CHAPTER XVI 1

Previous

They had walked swiftly and silently along through the bright evening daylight of the Finchley Road. Miriam held her knowledge suspended, looking forward to the enclosure at the end of the few minutes’ walk. But the conservatoire was not enclosed. The clear bright light flooding the rows and rows of seated summer clad Hampstead people and lighting up every corner of the level square hall was like the outside evening daylight. The air seemed as pure as the outside air. She followed Mr. Hancock to their seats at the gangway end of the fourth row passing between the sounds echoing thinly from the platform and the wave of attention sweeping towards the platform from the massed rows of intelligent faces. As they sat down the chairman’s voice ceased and the lights were lowered; but so slightly that the hall was still perfectly exposed and clear. The people still looked as though they were out of doors or in their large houses. This was modern improvement—hard clear light. Their minds and their thoughts and their lives and their clothes were always in it. She stared at the screen. A large slide was showing, lit from behind. It made a sort of stage scenery for the rest of the scene, all in one light. She fixed her attention. An enormous vessel with its side stove in, yes, “stove in”; in a dock. They got information at any rate and then perhaps got free and thought their own thoughts. No. They would follow and think and talk intelligently about the information. Rattling their cultured voices. Mad with pretences.... In dry dock, going to be repaired. Gazing sternly at the short man with the long pointer talking in an anxious high thin voice, his head with its upstanding crest of hair half-turned towards the audience, she suppressed a giggle. Folding her hands she gazed, shaking in every limb, not daring to follow what he said for fear of laughing aloud. Shreds of his first long sentence caught in her thoughts and gave her his meaning, shaking her into giggles. Her features quivered under her skin as she held them in forcing her eyes towards the distances of sky beyond the ship. Her customary expletives shot through her mind in rapid succession with each one the scarves and silk and velvet of the audience grew brighter about the edge of her circle of vision.

2

She was an upstart and an alien and here she was. It was more extraordinary in this Hampstead clarity than at a theatre or concert in town. It was a part of his world ... and theirs; one might get the manner and still keep alive.... Was he out of humour because he had realised what he had done or because she had been late for dinner? Was he thinking what his behaviour amounted to in the eyes of his aunt and cousins; even supposing they did not know that the invitation to dinner and the lecture had been given only this afternoon? He must have known it was necessary to go home and tidy up. When he said the conservatoire was so near that there would be plenty of time was not that as good as saying she might be a little late? Why had he not said they were staying with him? Next week was full of appointments for their teeth. So he knew they were coming ... and then to go marching in to the midst of them three quarters of an hour late and to be so dumbfounded as to be unable to apologise ... my dear I shall never forget the faces of those women. I could not imagine at first what was wrong. He was looking so strange. The women barely noticed me—barely noticed me. “I’m afraid dinner will be spoiled” he said, in his way. “They had all been sitting round the fire three mortal quarters of an hour waiting for me!” How they would talk. Their thoughts and feelings about employees could be seen at a glance. It was bad enough for them to have a secretary appearing at dinner the first evening of their great visit. And now they were sitting alone round the fire and she was at the lecture alone, unchaperoned, with him, “she had the effrontery to come to dinner three quarters of an hour late ...” feathery hair and periwinkle eyes and white noses; gentle die-away voices. Perhaps the thought of his favourite cousins coming next week buoyed him up. No wonder he wanted to get away to the lecture. He had come, reasonably; not seeing why he should not; just as he would have gone if they had not been there. Now he saw it as they saw it. There he sat. She gazed at the shifting scenes ... ports and strange islands in distant seas, sunlit coloured mountains tops peaking up from forests. The lecturing voice was far away, irrelevant and unintelligible. Peace flooded her.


# [WHAT IS NEEDED]
The response must consist of the lines below from the one with "Describe the element at coordinates (970, 379)" through the one with "Task: Click on the div: Operations/Admin", exactly as they appear and with both ends kept.

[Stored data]
=== Section Start ===
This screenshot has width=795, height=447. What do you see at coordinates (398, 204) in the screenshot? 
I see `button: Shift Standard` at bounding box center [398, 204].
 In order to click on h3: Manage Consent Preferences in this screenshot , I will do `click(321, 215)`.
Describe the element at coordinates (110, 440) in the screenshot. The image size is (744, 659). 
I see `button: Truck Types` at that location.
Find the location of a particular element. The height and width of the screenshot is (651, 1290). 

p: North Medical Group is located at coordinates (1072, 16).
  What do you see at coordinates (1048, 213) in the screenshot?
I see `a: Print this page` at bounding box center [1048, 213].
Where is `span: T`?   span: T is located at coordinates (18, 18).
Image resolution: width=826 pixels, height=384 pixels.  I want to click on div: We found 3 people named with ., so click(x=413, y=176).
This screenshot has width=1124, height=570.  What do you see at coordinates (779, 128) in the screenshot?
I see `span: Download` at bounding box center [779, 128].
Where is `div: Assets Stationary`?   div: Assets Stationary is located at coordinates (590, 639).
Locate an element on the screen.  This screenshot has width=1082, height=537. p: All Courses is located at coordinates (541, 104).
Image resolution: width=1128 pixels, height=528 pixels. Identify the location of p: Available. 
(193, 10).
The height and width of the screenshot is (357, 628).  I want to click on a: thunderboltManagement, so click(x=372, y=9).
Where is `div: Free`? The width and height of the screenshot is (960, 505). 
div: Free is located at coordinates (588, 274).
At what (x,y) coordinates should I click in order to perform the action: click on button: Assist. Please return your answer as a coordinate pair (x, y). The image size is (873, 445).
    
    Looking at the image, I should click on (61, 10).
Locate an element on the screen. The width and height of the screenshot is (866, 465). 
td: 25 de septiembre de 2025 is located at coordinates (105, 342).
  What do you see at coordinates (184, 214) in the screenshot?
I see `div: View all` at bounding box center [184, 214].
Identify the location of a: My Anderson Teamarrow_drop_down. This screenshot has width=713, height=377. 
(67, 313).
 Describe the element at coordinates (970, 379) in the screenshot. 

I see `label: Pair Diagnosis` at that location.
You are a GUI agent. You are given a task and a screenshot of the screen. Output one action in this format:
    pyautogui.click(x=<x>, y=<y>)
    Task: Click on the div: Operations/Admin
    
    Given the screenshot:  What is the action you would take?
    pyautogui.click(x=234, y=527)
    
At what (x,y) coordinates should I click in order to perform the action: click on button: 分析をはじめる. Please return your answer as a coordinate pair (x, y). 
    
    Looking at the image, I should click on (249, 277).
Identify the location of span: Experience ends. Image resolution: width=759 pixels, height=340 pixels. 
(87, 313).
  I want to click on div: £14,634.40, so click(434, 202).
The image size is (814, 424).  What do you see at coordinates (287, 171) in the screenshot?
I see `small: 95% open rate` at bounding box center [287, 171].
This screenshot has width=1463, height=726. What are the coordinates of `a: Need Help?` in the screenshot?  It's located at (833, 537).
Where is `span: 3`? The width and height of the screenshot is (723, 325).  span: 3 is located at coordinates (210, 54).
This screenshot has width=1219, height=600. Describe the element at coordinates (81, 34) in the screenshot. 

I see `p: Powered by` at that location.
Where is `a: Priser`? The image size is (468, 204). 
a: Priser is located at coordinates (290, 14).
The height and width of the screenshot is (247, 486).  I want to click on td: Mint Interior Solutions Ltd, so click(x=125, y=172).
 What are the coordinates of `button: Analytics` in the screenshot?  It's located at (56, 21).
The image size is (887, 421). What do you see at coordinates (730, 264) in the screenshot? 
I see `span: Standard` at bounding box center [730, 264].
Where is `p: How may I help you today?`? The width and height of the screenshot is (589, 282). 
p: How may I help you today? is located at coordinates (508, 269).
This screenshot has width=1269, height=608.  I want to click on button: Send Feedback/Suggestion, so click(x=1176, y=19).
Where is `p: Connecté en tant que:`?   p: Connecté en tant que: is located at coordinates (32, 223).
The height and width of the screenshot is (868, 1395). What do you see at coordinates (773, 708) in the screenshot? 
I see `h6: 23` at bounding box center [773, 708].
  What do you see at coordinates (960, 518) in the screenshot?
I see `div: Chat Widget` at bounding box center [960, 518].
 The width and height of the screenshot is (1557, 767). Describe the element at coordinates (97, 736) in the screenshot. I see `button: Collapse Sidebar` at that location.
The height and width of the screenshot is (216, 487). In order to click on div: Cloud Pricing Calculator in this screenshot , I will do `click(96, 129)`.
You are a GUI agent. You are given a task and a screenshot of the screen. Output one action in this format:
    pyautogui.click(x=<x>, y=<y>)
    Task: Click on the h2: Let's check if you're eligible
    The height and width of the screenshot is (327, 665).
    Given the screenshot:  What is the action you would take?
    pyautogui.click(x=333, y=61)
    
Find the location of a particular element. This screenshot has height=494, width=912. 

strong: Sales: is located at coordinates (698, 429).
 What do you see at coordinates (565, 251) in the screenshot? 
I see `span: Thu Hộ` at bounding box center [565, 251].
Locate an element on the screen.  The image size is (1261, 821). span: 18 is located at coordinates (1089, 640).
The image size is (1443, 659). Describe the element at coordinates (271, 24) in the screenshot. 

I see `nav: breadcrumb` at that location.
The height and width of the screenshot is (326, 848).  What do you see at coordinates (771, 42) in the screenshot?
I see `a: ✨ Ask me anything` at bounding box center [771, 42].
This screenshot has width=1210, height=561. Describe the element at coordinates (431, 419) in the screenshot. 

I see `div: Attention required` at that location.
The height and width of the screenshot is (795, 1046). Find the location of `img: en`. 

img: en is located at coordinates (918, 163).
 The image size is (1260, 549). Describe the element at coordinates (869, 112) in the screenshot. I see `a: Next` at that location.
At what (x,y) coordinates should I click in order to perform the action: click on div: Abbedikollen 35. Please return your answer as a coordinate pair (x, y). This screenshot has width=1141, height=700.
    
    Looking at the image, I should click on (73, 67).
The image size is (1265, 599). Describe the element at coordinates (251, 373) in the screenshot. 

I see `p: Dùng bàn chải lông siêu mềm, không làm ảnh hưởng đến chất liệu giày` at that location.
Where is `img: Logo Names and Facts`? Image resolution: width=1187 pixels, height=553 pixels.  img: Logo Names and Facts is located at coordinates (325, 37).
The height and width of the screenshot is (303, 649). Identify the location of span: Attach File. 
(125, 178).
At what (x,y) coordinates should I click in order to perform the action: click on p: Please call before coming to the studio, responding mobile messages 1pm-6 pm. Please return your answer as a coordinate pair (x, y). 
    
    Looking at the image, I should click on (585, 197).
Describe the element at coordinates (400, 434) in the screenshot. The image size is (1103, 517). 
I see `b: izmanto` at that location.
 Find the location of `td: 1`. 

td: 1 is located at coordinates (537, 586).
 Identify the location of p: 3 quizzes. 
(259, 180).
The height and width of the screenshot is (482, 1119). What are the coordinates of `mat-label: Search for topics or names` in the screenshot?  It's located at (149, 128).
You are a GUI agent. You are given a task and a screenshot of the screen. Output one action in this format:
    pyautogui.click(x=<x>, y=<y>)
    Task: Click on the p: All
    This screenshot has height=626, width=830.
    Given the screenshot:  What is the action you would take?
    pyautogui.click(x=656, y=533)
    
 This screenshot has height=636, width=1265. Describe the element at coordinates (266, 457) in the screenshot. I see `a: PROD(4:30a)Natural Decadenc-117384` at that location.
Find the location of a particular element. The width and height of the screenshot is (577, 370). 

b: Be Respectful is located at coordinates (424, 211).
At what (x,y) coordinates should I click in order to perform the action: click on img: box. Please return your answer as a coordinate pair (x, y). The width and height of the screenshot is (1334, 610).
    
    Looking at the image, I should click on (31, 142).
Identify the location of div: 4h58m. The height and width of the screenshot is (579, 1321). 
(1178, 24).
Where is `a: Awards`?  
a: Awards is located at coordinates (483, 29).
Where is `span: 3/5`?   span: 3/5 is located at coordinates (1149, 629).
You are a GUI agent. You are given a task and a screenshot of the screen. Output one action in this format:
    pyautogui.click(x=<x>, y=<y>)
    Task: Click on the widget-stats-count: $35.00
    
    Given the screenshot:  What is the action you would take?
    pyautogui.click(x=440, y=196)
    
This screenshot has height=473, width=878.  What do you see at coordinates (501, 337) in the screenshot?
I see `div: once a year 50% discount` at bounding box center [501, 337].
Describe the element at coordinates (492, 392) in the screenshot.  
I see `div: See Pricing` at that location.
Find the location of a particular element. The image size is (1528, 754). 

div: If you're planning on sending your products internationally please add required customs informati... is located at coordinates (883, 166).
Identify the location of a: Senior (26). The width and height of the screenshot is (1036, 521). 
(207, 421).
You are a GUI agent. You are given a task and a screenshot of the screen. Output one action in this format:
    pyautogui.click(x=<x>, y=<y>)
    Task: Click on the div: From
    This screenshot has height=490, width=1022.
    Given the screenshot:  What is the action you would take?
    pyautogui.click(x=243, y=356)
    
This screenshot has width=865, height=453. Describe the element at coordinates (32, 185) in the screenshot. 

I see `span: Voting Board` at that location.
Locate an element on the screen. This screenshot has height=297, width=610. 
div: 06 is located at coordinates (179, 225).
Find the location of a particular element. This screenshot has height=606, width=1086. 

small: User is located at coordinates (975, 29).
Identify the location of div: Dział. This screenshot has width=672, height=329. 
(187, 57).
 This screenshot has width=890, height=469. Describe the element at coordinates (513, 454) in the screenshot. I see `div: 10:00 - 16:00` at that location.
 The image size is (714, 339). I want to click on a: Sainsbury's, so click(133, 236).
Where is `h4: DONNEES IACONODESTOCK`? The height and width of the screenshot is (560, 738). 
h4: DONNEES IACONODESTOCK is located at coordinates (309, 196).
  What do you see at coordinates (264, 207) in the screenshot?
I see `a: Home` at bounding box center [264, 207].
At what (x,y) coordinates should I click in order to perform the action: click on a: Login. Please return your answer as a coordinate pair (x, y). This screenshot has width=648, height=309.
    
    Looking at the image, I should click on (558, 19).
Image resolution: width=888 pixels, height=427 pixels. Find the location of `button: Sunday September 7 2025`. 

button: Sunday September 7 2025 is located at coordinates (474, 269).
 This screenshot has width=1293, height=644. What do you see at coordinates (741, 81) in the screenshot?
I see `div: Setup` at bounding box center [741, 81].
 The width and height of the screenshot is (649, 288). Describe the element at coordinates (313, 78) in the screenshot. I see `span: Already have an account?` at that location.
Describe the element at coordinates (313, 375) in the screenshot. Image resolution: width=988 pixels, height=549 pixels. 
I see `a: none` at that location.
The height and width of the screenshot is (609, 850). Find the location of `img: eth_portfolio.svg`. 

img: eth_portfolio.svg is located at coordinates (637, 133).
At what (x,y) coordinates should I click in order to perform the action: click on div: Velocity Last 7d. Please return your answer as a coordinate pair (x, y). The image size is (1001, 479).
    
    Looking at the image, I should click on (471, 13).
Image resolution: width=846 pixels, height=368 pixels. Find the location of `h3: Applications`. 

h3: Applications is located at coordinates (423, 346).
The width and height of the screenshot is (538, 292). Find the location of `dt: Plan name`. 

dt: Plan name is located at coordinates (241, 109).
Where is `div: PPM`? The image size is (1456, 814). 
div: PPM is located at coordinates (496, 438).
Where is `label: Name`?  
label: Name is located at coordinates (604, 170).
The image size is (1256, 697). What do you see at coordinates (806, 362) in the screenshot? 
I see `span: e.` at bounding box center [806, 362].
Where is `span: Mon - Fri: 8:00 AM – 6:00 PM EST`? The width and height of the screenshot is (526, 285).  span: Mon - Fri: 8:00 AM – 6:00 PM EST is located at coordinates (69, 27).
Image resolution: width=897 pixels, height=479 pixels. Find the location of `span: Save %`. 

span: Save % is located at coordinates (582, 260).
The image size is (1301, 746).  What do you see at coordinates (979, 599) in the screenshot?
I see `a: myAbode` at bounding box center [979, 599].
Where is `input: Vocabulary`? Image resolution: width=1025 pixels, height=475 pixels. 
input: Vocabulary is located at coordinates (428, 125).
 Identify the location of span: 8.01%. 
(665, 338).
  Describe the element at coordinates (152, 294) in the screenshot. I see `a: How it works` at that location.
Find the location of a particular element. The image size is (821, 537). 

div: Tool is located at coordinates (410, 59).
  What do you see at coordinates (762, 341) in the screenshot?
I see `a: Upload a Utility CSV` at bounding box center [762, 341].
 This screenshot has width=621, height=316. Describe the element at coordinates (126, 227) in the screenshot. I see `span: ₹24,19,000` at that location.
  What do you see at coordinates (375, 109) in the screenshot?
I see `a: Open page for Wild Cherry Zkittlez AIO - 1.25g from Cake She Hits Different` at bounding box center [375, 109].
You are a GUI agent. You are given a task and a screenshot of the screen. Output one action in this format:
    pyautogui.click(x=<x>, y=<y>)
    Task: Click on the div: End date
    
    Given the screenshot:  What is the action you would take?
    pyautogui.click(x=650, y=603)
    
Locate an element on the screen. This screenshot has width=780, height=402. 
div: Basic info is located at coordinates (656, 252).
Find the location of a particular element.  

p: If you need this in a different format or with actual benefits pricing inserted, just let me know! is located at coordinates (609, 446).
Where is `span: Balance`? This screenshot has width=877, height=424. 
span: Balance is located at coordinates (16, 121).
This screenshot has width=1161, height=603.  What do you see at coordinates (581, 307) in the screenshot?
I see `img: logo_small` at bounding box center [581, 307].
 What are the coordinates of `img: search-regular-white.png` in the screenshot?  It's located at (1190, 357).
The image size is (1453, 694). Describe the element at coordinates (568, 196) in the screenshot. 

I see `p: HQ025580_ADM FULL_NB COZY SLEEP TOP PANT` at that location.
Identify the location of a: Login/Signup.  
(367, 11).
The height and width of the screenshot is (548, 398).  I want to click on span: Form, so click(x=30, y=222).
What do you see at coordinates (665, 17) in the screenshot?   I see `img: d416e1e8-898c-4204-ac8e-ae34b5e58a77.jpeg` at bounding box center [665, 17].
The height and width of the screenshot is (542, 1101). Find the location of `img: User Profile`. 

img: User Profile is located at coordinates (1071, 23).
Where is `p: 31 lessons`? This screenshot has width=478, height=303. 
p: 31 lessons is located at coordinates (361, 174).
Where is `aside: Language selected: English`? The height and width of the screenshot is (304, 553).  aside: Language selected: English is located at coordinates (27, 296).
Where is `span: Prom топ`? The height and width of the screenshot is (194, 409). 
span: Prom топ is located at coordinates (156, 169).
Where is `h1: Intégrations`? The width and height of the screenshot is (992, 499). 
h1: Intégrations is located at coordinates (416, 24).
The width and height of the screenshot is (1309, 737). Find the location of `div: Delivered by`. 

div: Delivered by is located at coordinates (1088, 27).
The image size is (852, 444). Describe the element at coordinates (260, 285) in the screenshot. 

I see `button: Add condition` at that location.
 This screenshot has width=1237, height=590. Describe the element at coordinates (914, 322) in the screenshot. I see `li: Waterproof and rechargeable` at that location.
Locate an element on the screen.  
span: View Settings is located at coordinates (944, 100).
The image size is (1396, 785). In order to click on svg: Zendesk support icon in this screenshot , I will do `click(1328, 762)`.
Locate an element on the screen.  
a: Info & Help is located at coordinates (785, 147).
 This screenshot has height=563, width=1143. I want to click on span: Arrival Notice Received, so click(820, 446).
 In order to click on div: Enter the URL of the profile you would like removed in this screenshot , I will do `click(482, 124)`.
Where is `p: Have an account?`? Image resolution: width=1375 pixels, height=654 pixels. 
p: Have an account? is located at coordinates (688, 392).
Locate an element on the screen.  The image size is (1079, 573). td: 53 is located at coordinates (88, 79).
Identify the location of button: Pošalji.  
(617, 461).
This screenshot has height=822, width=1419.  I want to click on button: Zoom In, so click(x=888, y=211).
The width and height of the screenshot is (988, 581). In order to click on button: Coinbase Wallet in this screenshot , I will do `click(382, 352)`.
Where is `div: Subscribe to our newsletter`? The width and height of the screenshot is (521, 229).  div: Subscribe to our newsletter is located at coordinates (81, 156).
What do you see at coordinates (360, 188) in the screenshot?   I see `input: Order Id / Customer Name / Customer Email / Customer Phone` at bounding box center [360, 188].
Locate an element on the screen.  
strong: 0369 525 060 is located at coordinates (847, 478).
=== Section End ===
# [ANSWER BELOW]
 Describe the element at coordinates (970, 379) in the screenshot. 

I see `label: Pair Diagnosis` at that location.
You are a GUI agent. You are given a task and a screenshot of the screen. Output one action in this format:
    pyautogui.click(x=<x>, y=<y>)
    Task: Click on the div: Operations/Admin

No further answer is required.